Note: This is part of a series on my experience and best advice for college.
11. Friended.
Someone once said that the benefit of attending Harvard or Princeton isn’t the information you learn but the people you meet.
I agree. Sure, the education is outstanding, the courses rigorous, and the professors brilliant, but anyone brilliant enough to get into one of those universities would manage to find the information anyway.
The information itself isn’t necessarily worth the extra cost to attend.
No, the real benefit is that those universities are densely populated with some of the smartest people in the world. And by attending, you have the opportunity to connect with them, to friend them.
I think the same is true for any university (or anywhere really). As the tired, old saying goes, it’s not what you know, it’s who you know that matters.
Often people say, “I’m not here to socialize. I’m here to learn.”
“Learn to do what?” I respond. “More importantly, why are you there to learn?”
I remember spending hours with friends “studying” for exams. I soon learned that, for me anyway, study groups weren’t the most productive use of my time (asking specific questions over the phone was more productive for me).
But the time I “wasted” with those friends is what I remember now, not the information I was supposed to be studying.
You might say my education was a failure then since I didn’t retain even half of what I studied. But was it? Really?
Two months after I graduated, I didn’t care much about my GPA, but I did care about my friends. I’m not saying to be an idiot in school, but I am saying to keep perspective. The best, business investors invest in people, not ideas. I think that approach is best for anyone investing in college too.

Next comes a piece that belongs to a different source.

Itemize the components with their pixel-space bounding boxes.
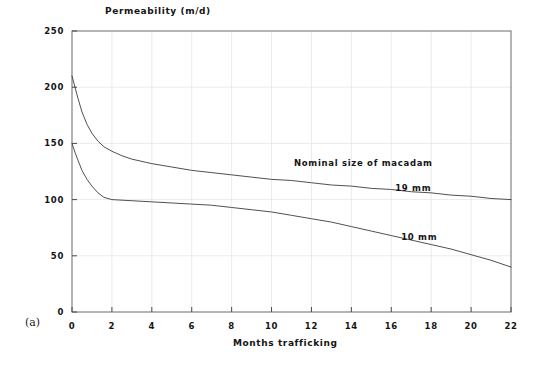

At the end of your life or anywhere in between, what really matters? Your grades and degrees or your friends and family?
Even if you are in it just for the grades and degrees, friend anyway – they might be the encouragement you need in the middle of the night two years into it when you feel like giving up.
[By the way, I wrote something very similar for a blog called Christian in College… because it’s one of the best pieces of advice I have for college students.]